* “We cannot make miracles” Tunisian president says
* European, Arab leaders meeting in Malta urge cooperation
By James Mackenzie
VALLETTA, Oct 6 (Reuters) – Tunisian President Moncef
Marzouki called on Saturday for the creation of a regional task
force to deal with the “humanitarian disaster” which has killed
thousands of desperate African migrants trying to reach Europe
in small, unseaworthy boats.
Speaking at the conclusion of a meeting of European and
north African leaders in Malta, Marzouki said the task force
would have to coordinate work already being done by foreign and
interior ministries as well as regional bodies.
“We don’t want this to be a military operation, we want this
to be a humanitarian operation,” he said. “We cannot accept
having hundreds and thousands of people drowning in the sea.”
But he warned that a solution to the problem at the heart of
the crisis, instability, persistent poverty and destructively
high youth unemployment in Africa, was still a distant prospect.
“We need time, we cannot do miracles in a few months,” he
told a news conference at the end of the meeting.
“Independent systems have been badly damaged, the security
system, the health system, the judiciary system have all been
badly damaged,” he said.
The succession of small, overcrowded migrant boats that
still attempt the dangerous crossing from north Africa to
Sicily, Malta and other islands has long reflected the pressure
being created by poverty in the region.
While the problem is now less intense since Western
governments stepped up cooperation with North African countries
in the wake of the Arab spring revolutions, migrant boats still
regularly show up in southern Europe.
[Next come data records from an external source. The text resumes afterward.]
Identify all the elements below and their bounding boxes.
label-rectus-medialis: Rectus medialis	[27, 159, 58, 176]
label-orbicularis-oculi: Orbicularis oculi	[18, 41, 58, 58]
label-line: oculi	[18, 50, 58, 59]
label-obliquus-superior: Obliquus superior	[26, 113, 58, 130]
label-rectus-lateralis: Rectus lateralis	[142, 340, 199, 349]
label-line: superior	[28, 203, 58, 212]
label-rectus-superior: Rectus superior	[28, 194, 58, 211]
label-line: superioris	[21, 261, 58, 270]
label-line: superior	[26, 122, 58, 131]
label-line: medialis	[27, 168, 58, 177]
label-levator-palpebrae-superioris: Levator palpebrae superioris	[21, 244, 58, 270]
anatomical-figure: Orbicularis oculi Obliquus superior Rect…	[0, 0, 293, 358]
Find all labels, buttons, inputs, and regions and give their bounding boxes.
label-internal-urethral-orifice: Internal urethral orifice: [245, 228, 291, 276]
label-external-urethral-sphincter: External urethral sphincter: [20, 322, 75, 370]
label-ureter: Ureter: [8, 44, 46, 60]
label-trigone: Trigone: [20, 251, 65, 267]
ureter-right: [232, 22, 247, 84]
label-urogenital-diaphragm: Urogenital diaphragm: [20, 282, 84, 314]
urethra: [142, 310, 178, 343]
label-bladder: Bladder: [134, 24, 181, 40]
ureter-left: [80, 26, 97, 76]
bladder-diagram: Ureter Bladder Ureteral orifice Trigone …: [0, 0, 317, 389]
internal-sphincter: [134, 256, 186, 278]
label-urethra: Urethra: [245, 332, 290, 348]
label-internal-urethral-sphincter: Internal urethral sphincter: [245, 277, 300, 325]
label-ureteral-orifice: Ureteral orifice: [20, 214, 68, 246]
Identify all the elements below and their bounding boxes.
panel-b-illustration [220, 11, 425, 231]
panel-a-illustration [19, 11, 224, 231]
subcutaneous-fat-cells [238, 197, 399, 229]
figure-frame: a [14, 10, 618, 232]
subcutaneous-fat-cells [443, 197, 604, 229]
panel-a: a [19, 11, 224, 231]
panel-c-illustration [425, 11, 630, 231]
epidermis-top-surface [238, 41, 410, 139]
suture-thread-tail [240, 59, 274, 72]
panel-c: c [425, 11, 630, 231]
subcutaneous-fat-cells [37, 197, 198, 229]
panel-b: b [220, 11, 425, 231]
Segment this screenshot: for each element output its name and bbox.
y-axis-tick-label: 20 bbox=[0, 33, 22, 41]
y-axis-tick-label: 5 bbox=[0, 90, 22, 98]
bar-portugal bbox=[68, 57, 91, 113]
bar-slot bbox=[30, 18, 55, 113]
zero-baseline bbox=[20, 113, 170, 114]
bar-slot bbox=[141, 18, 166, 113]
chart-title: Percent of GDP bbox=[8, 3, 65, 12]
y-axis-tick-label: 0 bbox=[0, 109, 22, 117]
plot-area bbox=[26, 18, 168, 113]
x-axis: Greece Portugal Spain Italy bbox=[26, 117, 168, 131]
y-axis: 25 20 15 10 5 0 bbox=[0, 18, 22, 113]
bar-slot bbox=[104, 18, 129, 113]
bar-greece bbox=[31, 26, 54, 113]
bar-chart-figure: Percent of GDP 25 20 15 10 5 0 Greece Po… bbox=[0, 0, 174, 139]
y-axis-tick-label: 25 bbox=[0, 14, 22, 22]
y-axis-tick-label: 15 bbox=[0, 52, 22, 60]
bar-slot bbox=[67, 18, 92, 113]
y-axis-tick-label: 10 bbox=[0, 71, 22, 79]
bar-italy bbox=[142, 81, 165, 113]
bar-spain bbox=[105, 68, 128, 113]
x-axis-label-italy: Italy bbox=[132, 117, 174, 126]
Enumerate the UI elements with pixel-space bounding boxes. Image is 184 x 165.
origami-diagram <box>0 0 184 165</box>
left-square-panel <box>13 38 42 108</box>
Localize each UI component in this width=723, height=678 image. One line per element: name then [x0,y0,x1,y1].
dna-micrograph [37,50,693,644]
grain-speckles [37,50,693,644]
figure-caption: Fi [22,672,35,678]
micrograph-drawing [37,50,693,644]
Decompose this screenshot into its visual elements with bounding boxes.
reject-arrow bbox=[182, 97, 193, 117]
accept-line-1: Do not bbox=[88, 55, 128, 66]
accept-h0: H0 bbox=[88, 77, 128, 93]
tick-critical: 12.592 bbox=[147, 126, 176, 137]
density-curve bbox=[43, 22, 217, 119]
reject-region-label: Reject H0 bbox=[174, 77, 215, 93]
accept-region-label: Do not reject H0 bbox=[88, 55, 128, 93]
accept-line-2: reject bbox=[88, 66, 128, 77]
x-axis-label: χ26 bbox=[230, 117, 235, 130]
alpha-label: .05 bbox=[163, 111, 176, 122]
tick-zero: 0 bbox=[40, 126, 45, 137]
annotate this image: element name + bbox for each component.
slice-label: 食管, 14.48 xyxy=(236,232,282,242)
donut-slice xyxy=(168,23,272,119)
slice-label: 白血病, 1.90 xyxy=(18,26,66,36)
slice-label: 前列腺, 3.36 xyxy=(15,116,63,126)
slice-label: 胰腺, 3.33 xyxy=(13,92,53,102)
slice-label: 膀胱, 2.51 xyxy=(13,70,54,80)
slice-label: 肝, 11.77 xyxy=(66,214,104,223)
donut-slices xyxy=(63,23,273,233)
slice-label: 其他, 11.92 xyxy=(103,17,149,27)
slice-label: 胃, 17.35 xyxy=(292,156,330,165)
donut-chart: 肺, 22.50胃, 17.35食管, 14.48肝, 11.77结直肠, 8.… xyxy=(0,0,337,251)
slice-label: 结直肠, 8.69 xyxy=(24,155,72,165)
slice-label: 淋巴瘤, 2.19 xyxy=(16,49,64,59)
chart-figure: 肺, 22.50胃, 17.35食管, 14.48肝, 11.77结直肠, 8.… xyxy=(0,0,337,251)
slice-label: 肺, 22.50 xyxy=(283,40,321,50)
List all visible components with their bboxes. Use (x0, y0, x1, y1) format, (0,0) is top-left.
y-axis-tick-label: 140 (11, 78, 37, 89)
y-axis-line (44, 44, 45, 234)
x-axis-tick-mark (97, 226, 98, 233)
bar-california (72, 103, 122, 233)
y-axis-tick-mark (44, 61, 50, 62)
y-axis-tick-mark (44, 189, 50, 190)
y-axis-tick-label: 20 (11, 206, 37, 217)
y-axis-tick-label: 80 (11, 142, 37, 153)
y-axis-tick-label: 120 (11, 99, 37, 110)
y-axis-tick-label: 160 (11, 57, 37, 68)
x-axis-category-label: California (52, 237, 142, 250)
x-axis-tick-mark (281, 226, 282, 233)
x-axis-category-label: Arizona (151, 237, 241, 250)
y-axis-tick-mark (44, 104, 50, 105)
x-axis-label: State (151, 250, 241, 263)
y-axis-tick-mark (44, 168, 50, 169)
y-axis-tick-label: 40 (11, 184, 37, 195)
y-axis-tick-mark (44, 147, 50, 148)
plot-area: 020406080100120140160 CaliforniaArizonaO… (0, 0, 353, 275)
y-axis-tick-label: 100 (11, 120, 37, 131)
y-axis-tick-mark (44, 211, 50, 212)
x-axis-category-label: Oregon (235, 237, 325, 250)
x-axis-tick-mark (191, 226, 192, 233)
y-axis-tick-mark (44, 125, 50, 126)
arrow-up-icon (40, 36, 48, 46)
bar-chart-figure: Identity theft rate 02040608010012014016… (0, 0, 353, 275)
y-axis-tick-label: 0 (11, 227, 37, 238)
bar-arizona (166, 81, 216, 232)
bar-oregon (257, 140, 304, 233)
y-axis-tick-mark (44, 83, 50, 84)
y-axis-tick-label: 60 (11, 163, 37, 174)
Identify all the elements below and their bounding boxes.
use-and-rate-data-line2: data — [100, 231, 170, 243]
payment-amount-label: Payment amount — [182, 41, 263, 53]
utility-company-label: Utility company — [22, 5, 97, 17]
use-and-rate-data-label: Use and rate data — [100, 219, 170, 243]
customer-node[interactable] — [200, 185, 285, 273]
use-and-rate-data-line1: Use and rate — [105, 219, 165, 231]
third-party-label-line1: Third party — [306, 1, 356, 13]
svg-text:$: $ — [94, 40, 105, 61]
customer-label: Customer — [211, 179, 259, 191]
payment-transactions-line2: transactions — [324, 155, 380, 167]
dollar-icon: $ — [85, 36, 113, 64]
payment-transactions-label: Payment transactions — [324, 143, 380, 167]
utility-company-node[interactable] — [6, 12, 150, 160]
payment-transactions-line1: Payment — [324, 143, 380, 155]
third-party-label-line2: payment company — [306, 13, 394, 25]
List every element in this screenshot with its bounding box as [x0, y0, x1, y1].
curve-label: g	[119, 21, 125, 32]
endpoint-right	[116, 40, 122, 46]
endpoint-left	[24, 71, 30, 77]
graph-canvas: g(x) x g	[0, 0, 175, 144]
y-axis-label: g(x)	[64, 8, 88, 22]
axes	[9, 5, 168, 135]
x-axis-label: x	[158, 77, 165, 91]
As recently as last month,
dozens of people are believed to have died when a boat sank near
Lampedusa off Sicily.
Marzouki’s comments underlined the pressing desire of the
newly established governments in countries like Libya and
Tunisia for support from the European Union as well as worries
in Europe about the potential spread of instability.
The killing of U.S. ambassador Christopher Stevens in Libya
and the sacking of the U.S. Embassy in Tunis last month in
protests over an anti-Islamic video provided a sharp reminder of
how fragile the situation remains in the region.
5+5 MEETING
The first meeting of leaders from the so-called 5+5 group of
countries since the “Arab spring” revolutions, produced few
concrete decisions and was billed mainly as a forum for dialogue
between countries in the western Mediterranean.
Algeria, France, Italy, Libya, Malta, Mauritania, Morocco,
Portugal, Spain and Tunisia form an informal smaller group of
countries alongside the 43-member Union for the Mediterranean
launched by former French President Nicolas Sarkozy in 2008.
With the southern European countries struggling to stave off
their worst financial crisis since World War Two, there was
little prospect of any immediate financial assistance from the
meeting in Malta on Friday and Saturday.
On the European side, interest was divided between the
tantalizing but still distant hope of creating a stable,
prosperous region across the Mediterranean and the immediate
problem of containing instability.
“If we can succeed in avoiding a transformation of the Arab
spring into an Arab autumn or even a freezing winter, that will
be a great investment in the European economy,” Italian Prime
Minister Mario Monti said.
A statement issued after the meeting condemned the violence
in Syria and called for broader cooperation across the region.